• U.S.

National Affairs: Political Notes: Jun. 11, 1923

4 minute read
TIME

Keziah Duff of Lansing, Mich., told a banker in Wichita, Kan., that Edsel Ford told him that Henry Ford seriously planned to make a race for the Presidency in 1924.

Henry Ford, asked by reporters whether he would run for President, said: ” I feel fine this morning. I arose early and rode horseback from six to seven.”

“The two biggest national problems we have at this time,” said Henry Ford, ” are the railroads and the judiciary. The railroads should be under one head. Judges should have more pay.”

William Randolph Hearst is pro-Jew and attacked Ford as an anti-Semite in Hearst’s International magazine. Yet at New Orleans Mr. Hearst told reporters: ” If the Presidency of the United States were to be settled by popular vote today, Henry Ford would be President, and I am with him because of this. . . . But the only way Henry Ford can ever run for the Presidency will be to run as an independent candidate.”

Anti-Hearst papers remark that if Hearst thought a third party had a chance to win he would be advocating not Ford but Hearst to lead it.

The Jewish Tribune (New York) published an open letter to Mr. Hearst: “Surely you must know that Mr. Ford has not yet rid himself of the ‘Jewish peril’ obsession. How can you, who have so repeatedlycondemned this monomania, now seriously propose for President of the

United States a man who regards with suspicion and hatred 3,000,000 of its inhabitants ? ”

William Jennings Bryan is planning to go to Europe to preside at the International Economic Conference at Gothenburg, Sweden, on July 12 and 13. He does not expect to return to the United States until August.

It is reported that Mr. Bryan is seriously considering not being a candidate at the Democratic Convention in 1924, because of Mrs. Bryan’s ill health.

Mrs. John Weeks, wife of the Secretary of War, is convalescing from an attack of blood poisoning. After her sea voyage through the Panama Canal with the Secretary, she traveled directly to Chicago from San Francisco, while Mr. Weeks stopped in Utah to inspect army posts.

Senator Borah is broadminded and an advocate of the direct primary. Being so, he accepted and quoted a definition of a Republican presented by an Idaho paper:

“Any man who can carry a Republican primary is a Republican. He might believe in free trade, in unconditional membership in the League of Nations, in States’ rights and in every policy that the Democratic Party ever advocated; yet, if he carried his Republican primary, he would be a Republican. He might go to the other extreme and believe in the communistic state, in the dictatorship of the proletariat, in the abolition of private property and in the extermination of the bourgeoisie; yet, if he carried his Republican primary, he would still be a Republican.”

An obliging Republican Congressman from Ohio, Martin L. Davey, made public a suggestion from a constituent that the Federal Government establish a bureau of population to advise people not to raise largefamilies and to prevent overpopulation. The constituent gives figures to prove his case: In 1776 this country had a population of 3,000,000. In 1923 (147 years later) its population is 108,000,000 (36 times as great). In 2070 (147 years later still) its population will be 3,888,000,000 (36 times again as great).

The Civil Service Law of the United States calls for retirement of civil servants at the age of 70—with pensions not to exceed $72 a month. Largely on account of Congressional pressure it has never been strictly enforced. Secretary Weeks is understood to have issued orders for forced retirement of septuagenarians from the Bureau of Pensions. Other Departments are expected to follow.

The State of Wisconsin several years ago appropriated money to pay for a portrait of Senator La Follette to hang in the state capitol. Mr. La Follette is so busy that the artist has never caught him. The most the artist has achieved is permission to place his easel in the Senator’s office.

“I have heard nothing and I know nothing of reports published in Ohio that I am to resign. I feel better and I am better than since I was taken ill last winter. . . . The frequency with which these reports that I am to resign spring up in certain quarters is’ certainly strange”— so said Harry M. Daugherty, Attorney General, on returning to Washington with Mrs. Daugherty. They had been in Ohio for several weeks recuperating from their respective illnesses.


Directions for this task
Give an exact reproduction of the lines from the one with "Find the location of a particular element. The width" to the final line of the entries below, both ends included, and omit the pictures.

Dataset entries:
+-------+

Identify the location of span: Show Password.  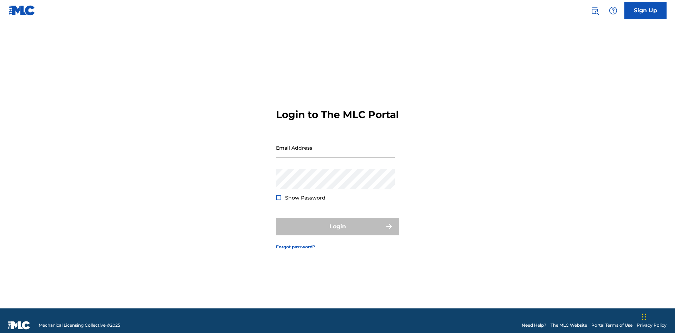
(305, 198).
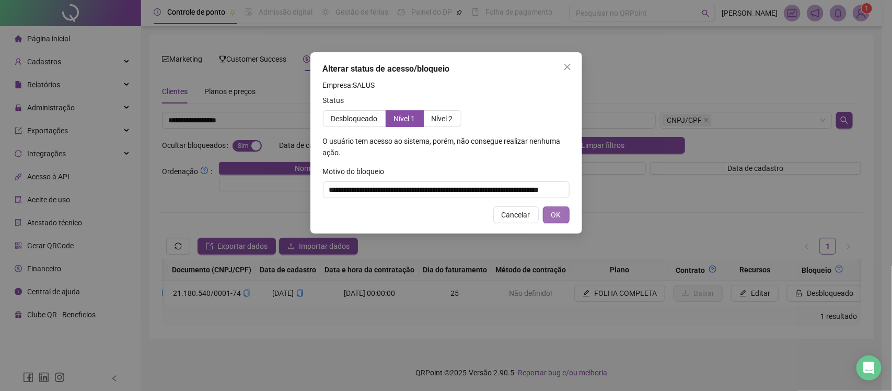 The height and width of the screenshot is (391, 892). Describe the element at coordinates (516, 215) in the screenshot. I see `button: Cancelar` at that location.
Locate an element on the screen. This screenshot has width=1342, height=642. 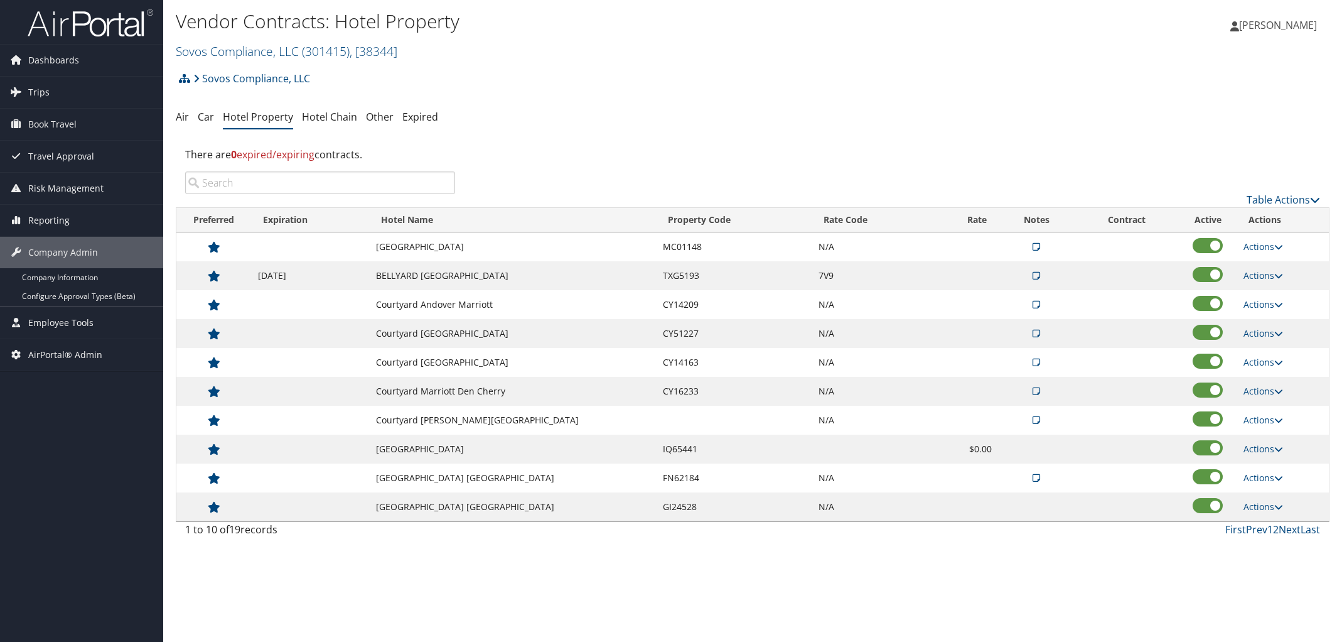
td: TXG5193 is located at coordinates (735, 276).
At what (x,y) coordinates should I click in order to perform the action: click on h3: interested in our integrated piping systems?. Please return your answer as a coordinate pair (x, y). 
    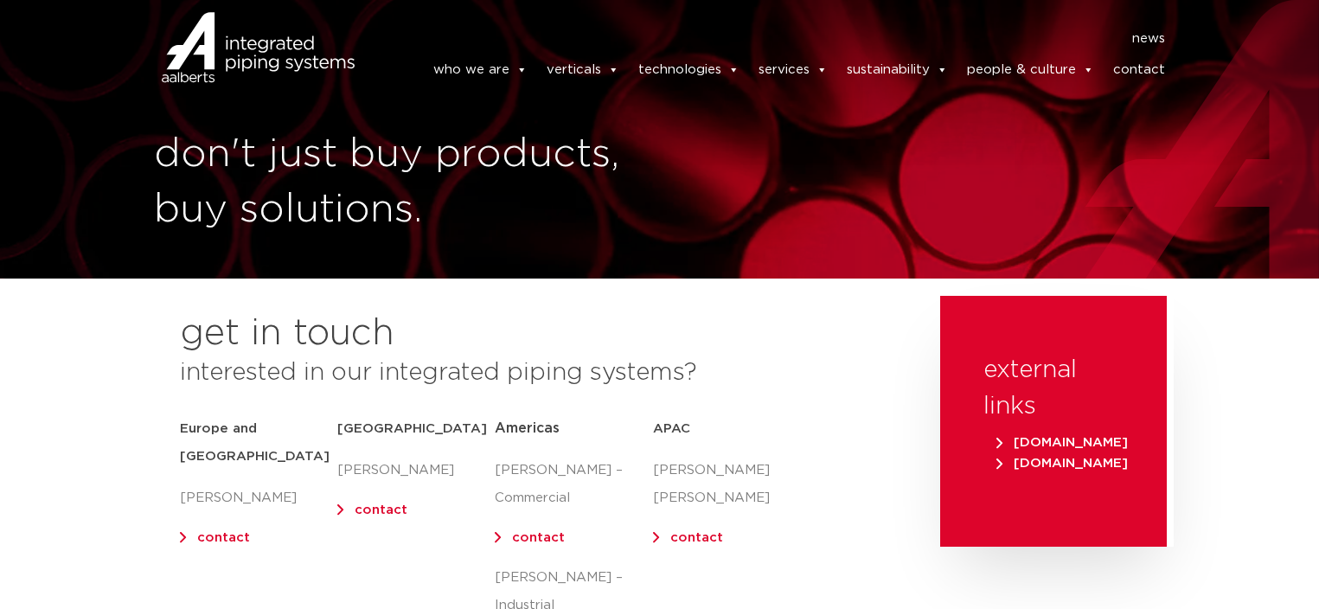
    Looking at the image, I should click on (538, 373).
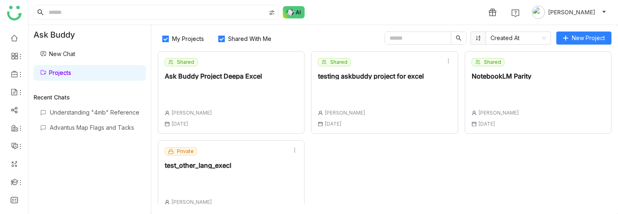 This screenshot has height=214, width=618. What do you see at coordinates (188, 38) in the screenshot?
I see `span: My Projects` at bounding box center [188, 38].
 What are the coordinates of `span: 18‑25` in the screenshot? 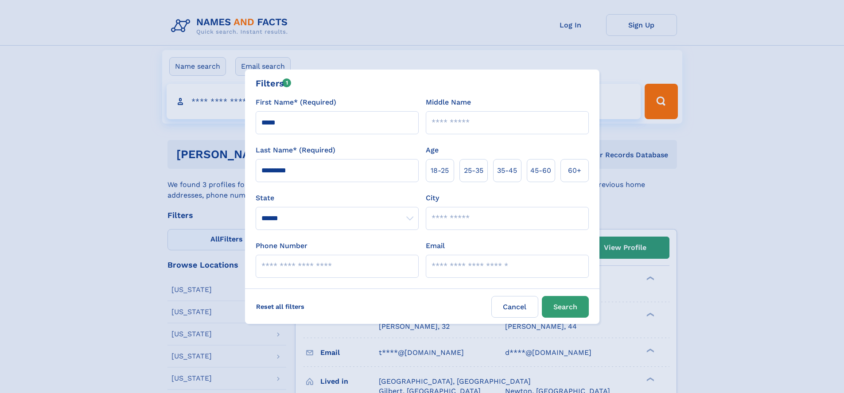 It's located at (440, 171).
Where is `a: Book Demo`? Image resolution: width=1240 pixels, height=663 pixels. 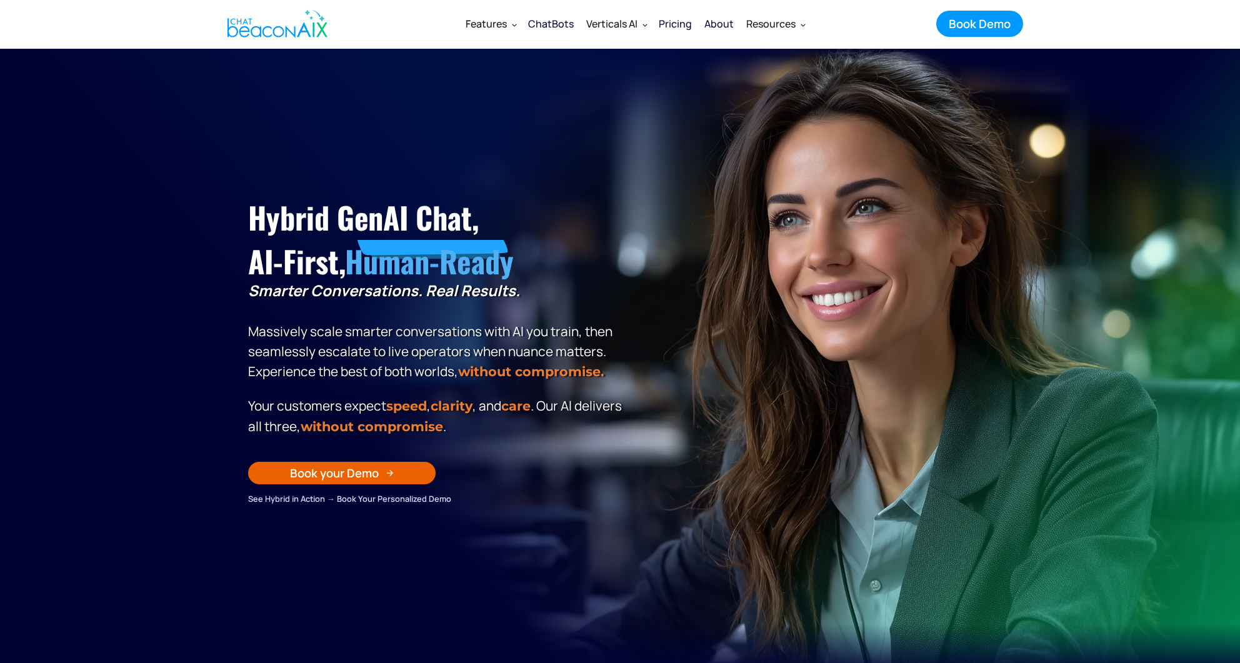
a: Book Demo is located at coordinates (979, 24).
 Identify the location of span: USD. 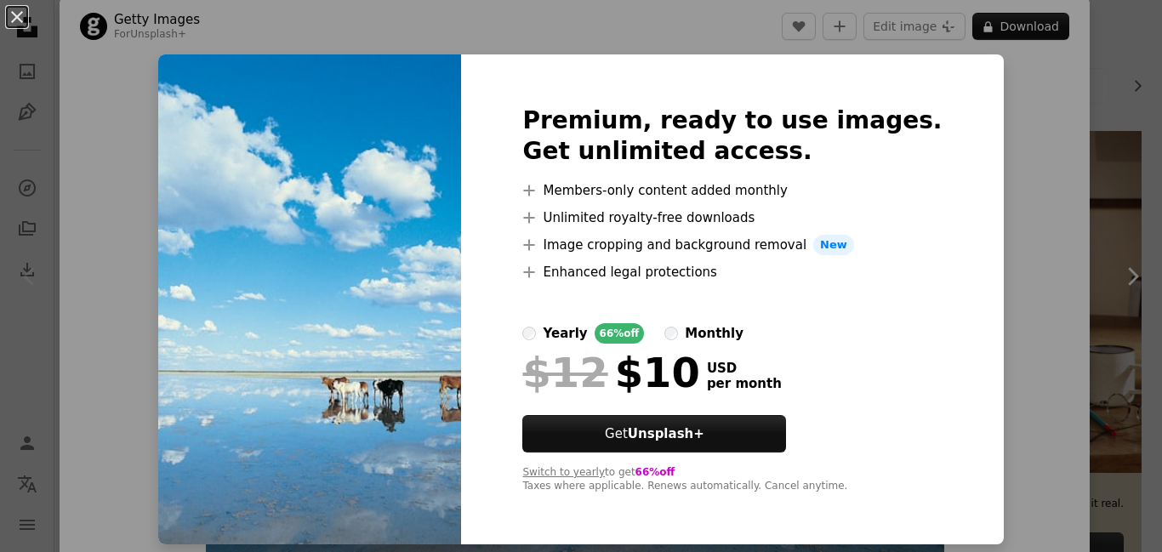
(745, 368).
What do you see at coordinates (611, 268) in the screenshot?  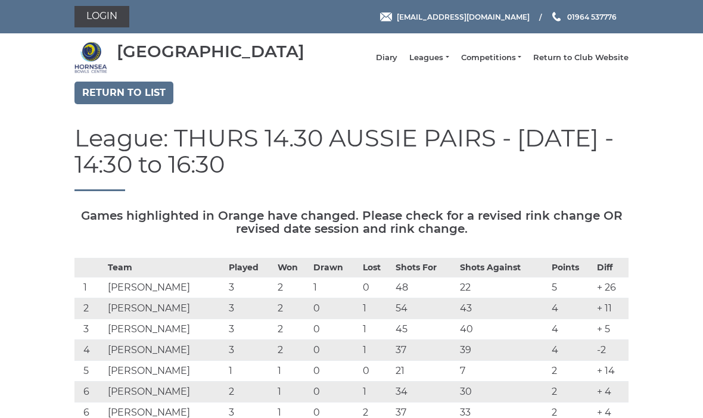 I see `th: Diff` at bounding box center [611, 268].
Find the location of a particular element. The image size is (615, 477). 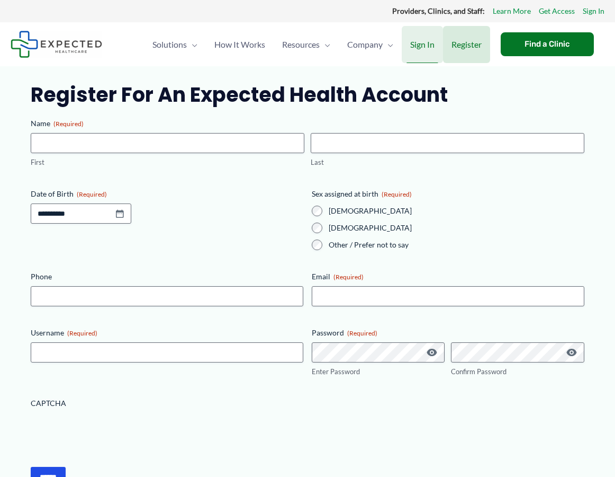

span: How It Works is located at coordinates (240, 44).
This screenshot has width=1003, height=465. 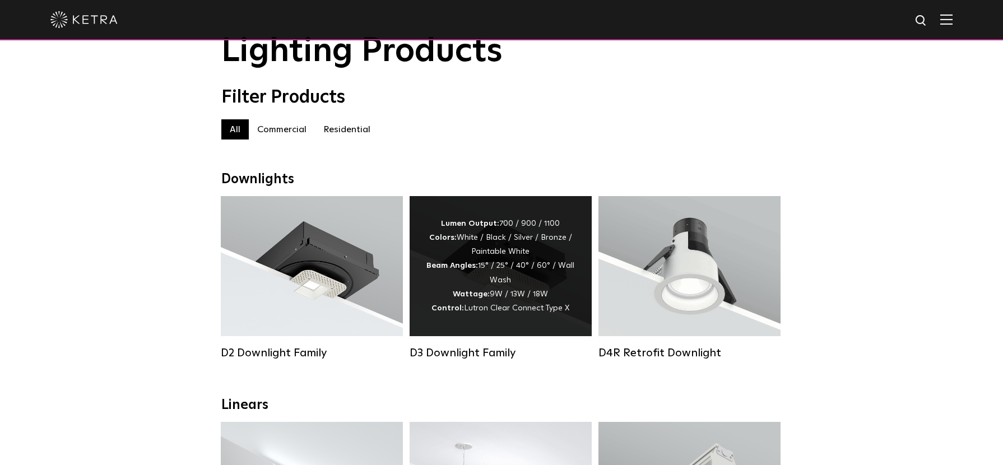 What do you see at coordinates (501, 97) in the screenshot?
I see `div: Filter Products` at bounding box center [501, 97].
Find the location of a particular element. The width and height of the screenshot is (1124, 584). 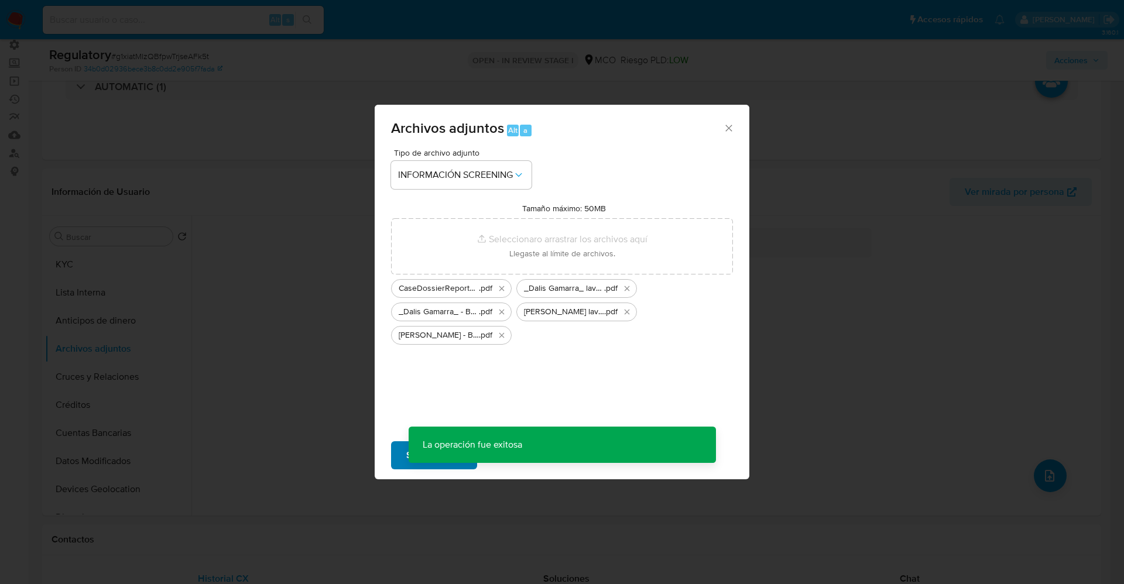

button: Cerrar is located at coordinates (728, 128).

+-------+

Problem solution
Find the location of a particular element. The width and height of the screenshot is (1124, 584). 

button: Cerrar is located at coordinates (728, 128).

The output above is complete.